I get endless pleasure out of trying to understand these subtle differences–and I see that you do, too. Risk, yes!
If you Google “elegant”, you find much use of the words “simple” and “refined”. “Glamorous”, on the other hand, yields such words as “exciting” or “strange”–even “illusory”. I think glamour includes an element of overt sensuality, whereas elegance is more restrained. There may be fire beneath the ice, but you don’t see it at first glance. Glamour, however, puts it right in your face. I also think there is a suggestion that glamour is a created phenomenon that is largely the result of the clothes, makeup, accessories, etc, hence the illusory angle. Elegance, on the other hand, is much more inherent to the person regardless of the surface ornamentation or lack thereof. Glamour demands more; elegance requires less. Glamour shouts; elegance, if it does not exactly whisper, speaks in a well-modulated voice that is never strident or harsh.
Nice!
There are such interesting and subtle differences between the concepts of elegance and glamour. And it is fun to contemplate everyone’s insights. Is it that elegance is “observed” and glamour “created”? Elegance seems to be intrinsic to the object, and when it’s a person that is elegant, doesn’t it seem that we think of the person as an object? Grace Kelly was wonderful, but her elegance made her seem like some goddess- aloof, not quite real or part of the same species as the rest of us. More like Helen of Troy, a miracle of nature.

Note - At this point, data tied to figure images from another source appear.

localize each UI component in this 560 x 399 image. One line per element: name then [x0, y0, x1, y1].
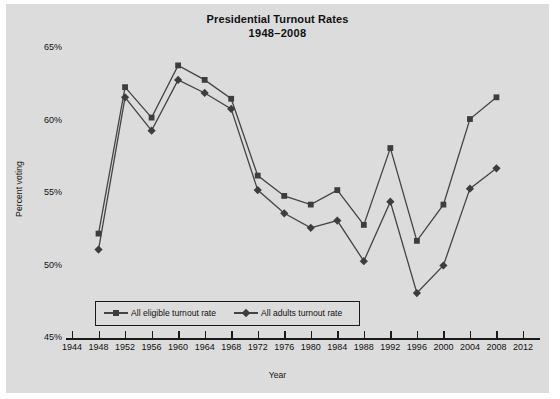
legend-diamond-marker-icon — [234, 307, 258, 319]
chart-legend: All eligible turnout rate All adults tur… — [95, 301, 360, 326]
data-point-square-marker — [308, 202, 314, 208]
chart-plot-area: Presidential Turnout Rates 1948–2008 Per… — [6, 4, 549, 393]
data-point-square-marker — [414, 238, 420, 244]
chart-figure: Presidential Turnout Rates 1948–2008 Per… — [0, 0, 560, 399]
series-line — [99, 65, 497, 240]
data-point-square-marker — [202, 77, 208, 83]
data-point-diamond-marker — [360, 257, 368, 265]
legend-square-marker-icon — [104, 307, 128, 319]
data-point-diamond-marker — [333, 216, 341, 224]
legend-item-all-eligible-turnout-rate[interactable]: All eligible turnout rate — [104, 302, 216, 324]
data-point-square-marker — [175, 63, 181, 69]
legend-label: All eligible turnout rate — [131, 308, 216, 318]
data-point-square-marker — [149, 115, 155, 121]
series-all-eligible-turnout-rate — [96, 63, 500, 244]
data-point-diamond-marker — [174, 76, 182, 84]
data-point-diamond-marker — [201, 89, 209, 97]
data-point-square-marker — [334, 187, 340, 193]
data-point-square-marker — [122, 84, 128, 90]
data-point-square-marker — [361, 222, 367, 228]
series-plot — [6, 4, 549, 393]
data-point-square-marker — [467, 116, 473, 122]
data-point-square-marker — [281, 193, 287, 199]
data-point-square-marker — [441, 202, 447, 208]
legend-item-all-adults-turnout-rate[interactable]: All adults turnout rate — [234, 302, 342, 324]
series-line — [99, 80, 497, 293]
data-point-square-marker — [387, 145, 393, 151]
data-point-diamond-marker — [94, 245, 102, 253]
data-point-square-marker — [255, 173, 261, 179]
data-point-square-marker — [494, 94, 500, 100]
data-point-diamond-marker — [386, 198, 394, 206]
legend-label: All adults turnout rate — [261, 308, 342, 318]
data-point-square-marker — [228, 96, 234, 102]
data-point-diamond-marker — [307, 224, 315, 232]
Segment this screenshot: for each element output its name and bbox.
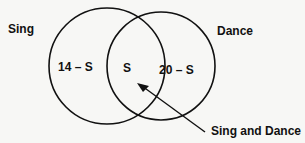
dance-label: Dance — [217, 24, 253, 38]
callout-arrow-line — [142, 86, 205, 132]
intersection-region: S — [123, 61, 131, 75]
sing-only-region: 14 – S — [58, 60, 93, 74]
intersection-callout: Sing and Dance — [211, 124, 301, 138]
venn-diagram — [0, 0, 305, 143]
dance-only-region: 20 – S — [159, 63, 194, 77]
sing-label: Sing — [8, 22, 34, 36]
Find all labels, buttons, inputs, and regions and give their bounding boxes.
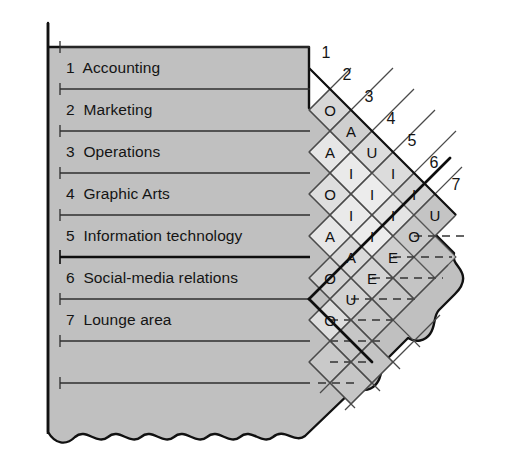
- department-label-6: 6 Social-media relations: [66, 270, 238, 286]
- column-number-5: 5: [408, 133, 417, 149]
- rating-1-5: A: [325, 229, 335, 244]
- rating-2-7: U: [346, 292, 357, 307]
- department-number-6: 6: [66, 270, 79, 286]
- department-name-1: Accounting: [83, 59, 161, 76]
- department-number-4: 4: [66, 186, 79, 202]
- department-label-5: 5 Information technology: [66, 228, 242, 244]
- department-name-4: Graphic Arts: [83, 185, 169, 202]
- rating-2-4: I: [349, 166, 353, 181]
- rating-1-2: O: [324, 103, 336, 118]
- rating-2-6: A: [346, 250, 356, 265]
- department-number-3: 3: [66, 144, 79, 160]
- rating-4-7: E: [388, 250, 398, 265]
- department-number-5: 5: [66, 228, 79, 244]
- department-number-2: 2: [66, 102, 79, 118]
- department-label-3: 3 Operations: [66, 144, 160, 160]
- department-name-2: Marketing: [83, 101, 152, 118]
- column-number-7: 7: [452, 177, 461, 193]
- column-number-6: 6: [430, 155, 439, 171]
- column-number-2: 2: [343, 67, 352, 83]
- rating-2-3: A: [346, 124, 356, 139]
- department-label-1: 1 Accounting: [66, 60, 160, 76]
- department-name-7: Lounge area: [83, 311, 171, 328]
- column-number-3: 3: [365, 89, 374, 105]
- department-name-5: Information technology: [83, 227, 242, 244]
- column-number-4: 4: [387, 111, 396, 127]
- department-number-1: 1: [66, 60, 79, 76]
- rating-6-7: U: [430, 208, 441, 223]
- rating-3-6: I: [370, 229, 374, 244]
- rating-5-7: O: [408, 229, 420, 244]
- rating-4-5: I: [391, 166, 395, 181]
- rating-3-7: E: [367, 271, 377, 286]
- rating-1-6: O: [324, 271, 336, 286]
- department-label-2: 2 Marketing: [66, 102, 152, 118]
- department-label-4: 4 Graphic Arts: [66, 186, 170, 202]
- column-number-1: 1: [322, 45, 331, 61]
- department-label-7: 7 Lounge area: [66, 312, 172, 328]
- rating-3-4: U: [367, 145, 378, 160]
- rating-2-5: I: [349, 208, 353, 223]
- department-name-6: Social-media relations: [83, 269, 238, 286]
- rating-3-5: I: [370, 187, 374, 202]
- rating-1-4: O: [324, 187, 336, 202]
- rating-5-6: I: [412, 187, 416, 202]
- rating-4-6: I: [391, 208, 395, 223]
- rating-1-3: A: [325, 145, 335, 160]
- department-name-3: Operations: [83, 143, 160, 160]
- department-number-7: 7: [66, 312, 79, 328]
- relationship-chart-diagram: 1 Accounting 2 Marketing 3 Operations 4 …: [0, 0, 528, 465]
- rating-1-7: O: [324, 313, 336, 328]
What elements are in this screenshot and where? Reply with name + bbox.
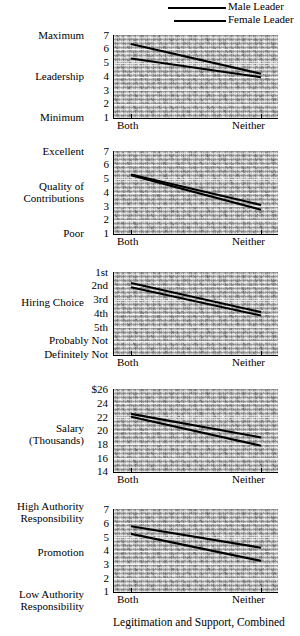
plot-area-leadership: [113, 35, 278, 119]
ytick-6: 6: [97, 518, 109, 529]
ytick-5: 5: [97, 532, 109, 543]
line-male: [131, 414, 261, 438]
ytick-24: 24: [76, 398, 108, 409]
ytick-14: 14: [76, 466, 108, 477]
panel-title-salary: Salary (Thousands): [0, 422, 84, 446]
line-male: [131, 175, 261, 205]
ytick-7: 7: [97, 146, 109, 157]
ytick-5: 5: [97, 57, 109, 68]
ytick-4: 4: [97, 545, 109, 556]
ytick-2: 2: [97, 573, 109, 584]
series-lines-salary: [114, 389, 278, 472]
panel-title-promotion: Promotion: [0, 546, 84, 558]
line-male: [131, 283, 261, 312]
ytick-3: 3: [97, 201, 109, 212]
ytick-5: 5: [97, 173, 109, 184]
line-female: [131, 59, 261, 78]
ylabel-maximum: Maximum: [0, 30, 84, 41]
line-female: [131, 287, 261, 315]
xtick-both: Both: [117, 593, 138, 605]
series-lines-quality: [114, 151, 278, 234]
ytick-4: 4: [97, 71, 109, 82]
ytick-7: 7: [97, 30, 109, 41]
panel-promotion: High Authority Responsibility Low Author…: [0, 478, 300, 618]
line-female: [131, 175, 261, 210]
plot-area-quality: [113, 151, 278, 235]
panel-title-leadership: Leadership: [0, 70, 84, 82]
source-note-wrap: SOURCE: Brown & Geis, Journal of Persona…: [285, 340, 297, 630]
series-lines-hiring: [114, 272, 278, 355]
ytick-2: 2: [97, 98, 109, 109]
plot-area-hiring: [113, 272, 278, 356]
panel-title-quality: Quality of Contributions: [0, 180, 84, 204]
ytick-2: 2: [97, 214, 109, 225]
ytick-16: 16: [76, 453, 108, 464]
ytick-1: 1: [97, 586, 109, 597]
panel-quality: Excellent Poor Quality of Contributions …: [0, 118, 300, 238]
plot-area-promotion: [113, 509, 278, 593]
ylabel-high-authority: High Authority Responsibility: [0, 500, 84, 524]
panel-hiring: Hiring Choice 1st 2nd 3rd 4th 5th Probab…: [0, 236, 300, 360]
figure-root: Male Leader Female Leader Maximum Minimu…: [0, 0, 300, 636]
ytick-6: 6: [97, 43, 109, 54]
ytick-3: 3: [97, 85, 109, 96]
panel-salary: Salary (Thousands) $26 24 22 20 18 16 14: [0, 358, 300, 480]
ytick-4th: 4th: [0, 308, 108, 319]
ytick-5th: 5th: [0, 322, 108, 333]
line-male: [131, 44, 261, 74]
ytick-2nd: 2nd: [0, 280, 108, 291]
ytick-3: 3: [97, 559, 109, 570]
series-lines-leadership: [114, 35, 278, 118]
x-axis-title: Legitimation and Support, Combined: [113, 616, 285, 629]
ytick-probably-not: Probably Not: [0, 335, 108, 346]
ylabel-low-authority: Low Authority Responsibility: [0, 588, 84, 612]
ytick-26: $26: [76, 384, 108, 395]
ytick-4: 4: [97, 187, 109, 198]
xtick-neither: Neither: [232, 593, 265, 605]
ytick-3rd: 3rd: [0, 294, 108, 305]
line-female: [131, 417, 261, 446]
series-lines-promotion: [114, 509, 278, 592]
plot-area-salary: [113, 389, 278, 473]
ytick-1st: 1st: [0, 267, 108, 278]
source-note: SOURCE: Brown & Geis, Journal of Persona…: [285, 623, 292, 636]
ytick-6: 6: [97, 159, 109, 170]
ytick-18: 18: [76, 439, 108, 450]
panel-leadership: Maximum Minimum Leadership 7 6 5 4 3 2 1: [0, 0, 300, 120]
ylabel-excellent: Excellent: [0, 146, 84, 157]
ytick-22: 22: [76, 412, 108, 423]
ytick-20: 20: [76, 425, 108, 436]
ytick-7: 7: [97, 504, 109, 515]
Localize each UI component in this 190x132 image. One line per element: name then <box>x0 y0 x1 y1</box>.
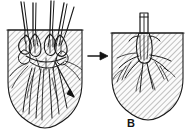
figure-container: B <box>0 0 190 132</box>
panel-label-b: B <box>127 117 135 129</box>
plant-division-diagram: B <box>0 0 190 132</box>
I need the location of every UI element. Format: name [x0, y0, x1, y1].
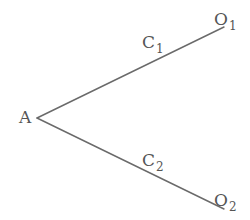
edge-label-c1-subscript: 1	[156, 42, 164, 56]
edge-label-c1: C1	[142, 32, 164, 56]
node-label-a: A	[18, 107, 32, 127]
node-label-o1-subscript: 1	[229, 19, 237, 33]
decision-tree-diagram: A O1 O2 C1 C2	[0, 0, 250, 220]
edge-a-to-o1	[37, 27, 224, 118]
node-label-o2: O2	[214, 190, 237, 214]
node-label-o2-subscript: 2	[229, 200, 237, 214]
edge-label-c2-subscript: 2	[156, 160, 164, 174]
edge-a-to-o2	[37, 118, 224, 209]
node-label-o1: O1	[214, 9, 237, 33]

Glamour looks like a conscious creation on the part of the person- who spins a sort of spell to enchant you, and who can alter that spell as the occasion demands. I imagine Cleopatra studying Caesar or Marc Antony to decide how to best manipulate her image, in order to manipulate them. Or Queen Latifah choosing between her rap star persona, or her Hollywood diva image depending on who she’s decided to impress.
Glamour can turn into drag queen burlesque , but it also is changeable and mercurial. Kind of like perfume, glamour shouldn’t be applied with too heavy a hand.
Reading your post I was reminded of a Seinfeld episode in which Elaine says she likes to think she has “just a little bit of grace.” She is told that you either have it or you don’t, not a little, not a lot, and you can’t acquire it.
I just wanted to say how much I loved reading this review.
Exactly like last time, you got me all curious about the book, wishing I already had it under my hands for browsing (and rushing to page 86!).
Did I say I love your way with words?
I am looking forward to reading about your next book discovery.
Thank you so much, Zazie!
Wonderful piece; enjoyed it so much and can’t wait to read the book. To continue on the line of Diana Dors trivia, note that she was in the film, The Scent of Mystery, the failed 1960 collaberation between
Michael Todd, Michael Todd Jr and my father Hans Laube, to add scent, aromas and odor to the world of movies.
Smell-o-vision!!!
A while ago I was trying to find information on the history scented movies (which I think started with silent cinema, in part because many theaters were warm, crowded, smelly and poorly ventilated). I ended up detouring to something else. This is a great lead. Thank you so much.I”m back on course!
There’s a chapter on the Hollywood ‘smellies” in Avery Gilbert’s book, ‘What the Nose Knows’ – a great book by a scent scientist.
I have that book! Has your father written memoirs or chatted about all of this with you? What a fascinating experiment.
I may be getting some free perfume soon. My mother mentioned recently that she seems to have become allergic to most perfumes and wondered if I would want any of hers. I assured her most emphatically that I would take any and all perfumes that she no longer wants. Most of her stuff is 60’s and 70’s vintage.
As far as recent bargains, I picked up a 4 oz. bottle, about 2/3 full, of Revlon Intimate cologne for $11.00 on eBay. Despite the “cologne” designation, it is really potent, and comes off more like an Edt or even an EdP. This is a no-holds-barred, animalic chypre. I have only actually worn it once so far, as it is definitely too much for the 90-something degree weather we have had here all summer.
Yikes–this comment was supposed to be on this weekend’s lazy poll. My computer is playing with me. I will try again and see if I can get this posted in the right place.
I thought you were just sharing some good news! Congratulations!